Joke aside, the source code isn't featured on the web page, despite LibreOffice (unlike Apache OpenOffice) being copylefted. They mention self hosting, but it says to contact them. It seems it runs on WebAssembly either directly or through a VM on top of WebAssembly like https://copy.sh/v86/ . The screen seems to be simulated with a canvas. I think perhaps they didn't change the code of LibreOffice much, but have a custom setup of something like https://copy.sh/v86/ or even are running it on actual WebAssembly with a virtual screen. So they have a virtual computer that it's running on, and they consider that separate when it comes to copyleft obligations. Plus it's possible to make something open source but inconvenient, and charge to make it convenient.

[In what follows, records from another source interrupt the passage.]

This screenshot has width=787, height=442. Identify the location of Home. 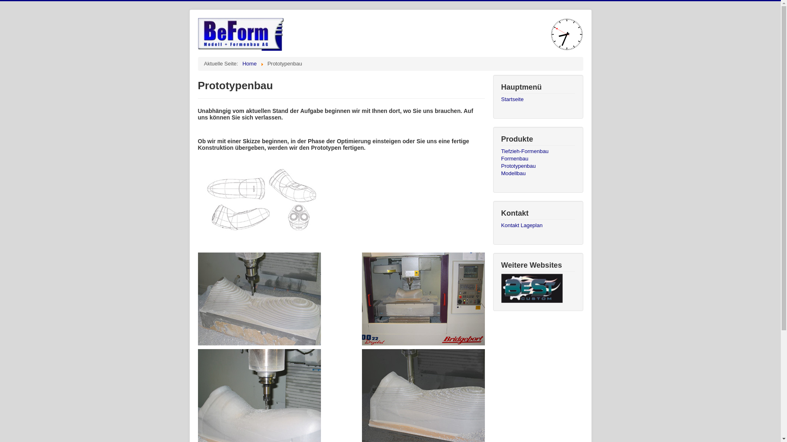
(249, 64).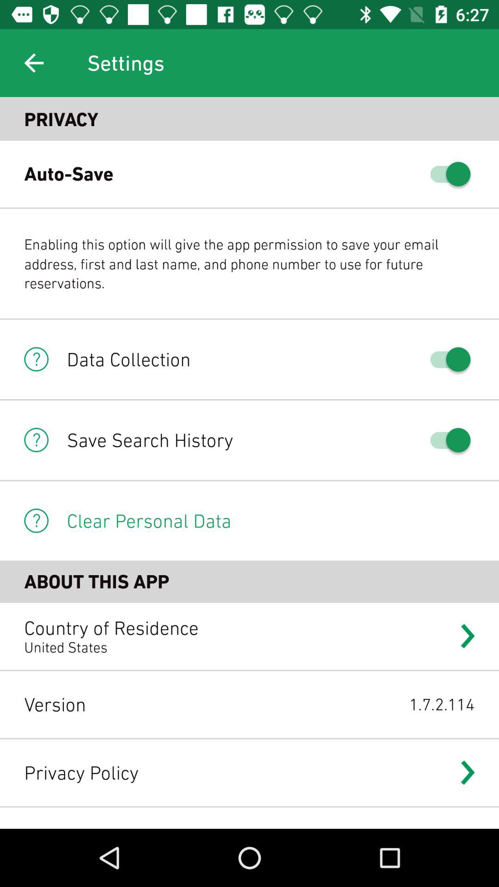 This screenshot has height=887, width=499. Describe the element at coordinates (34, 63) in the screenshot. I see `open item to the left of the settings icon` at that location.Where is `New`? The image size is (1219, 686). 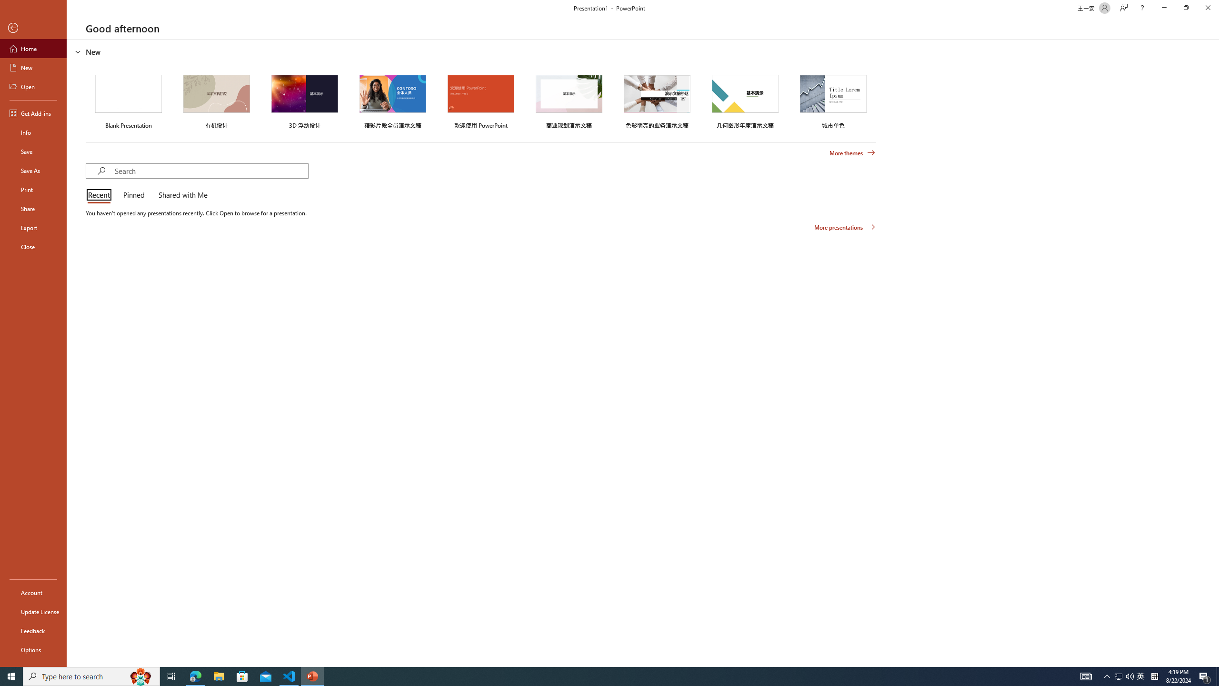 New is located at coordinates (33, 68).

hoistbypetard 13 hours ago | parent | next [-]

From the description here[1], it sounds like they're using WASM builds of LO.

I'm not quite interested enough to spend the CPU cycles it'd take to build and see whether that is really the whole story.

[1](https://github.com/allotropia/zetajs?tab=readme-ov-file)

benatkin 13 hours ago | parent [-]

That's nice. AFAICT nobody has yet figured out how to run the rust compiler in WebAssembly directly, but it runs in v86. That's why I wondered if they were taking that shortcut for another complex program.

Here's their page about WASM: https://wiki.documentfoundation.org/Development/WASM

It says it uses Qt/VCL. Maybe those can talk to canvas in a fairly straightforward way, or maybe ZetaOffice chose a different backend to get a proof of concept out faster.

rzzzt 13 hours ago | parent | prev [-]

Side question: did GTK3's HTML renderer get anywhere? I remember a calculator application running in a browser as a demo from a long time back.

thorstenb 13 hours ago | parent [-]

That still seems to be there, even for gtk4: https://docs.gtk.org/gtk4/broadway.html

(but it says, between the lines, mostly stale I guess)

As an aside: one of the very first demos of LibreOffice in a browser (from the Collabora people) was using the broadway backend. But they've moved on, using their own tiled rendering server backend, plus custom, javascript gui on the client.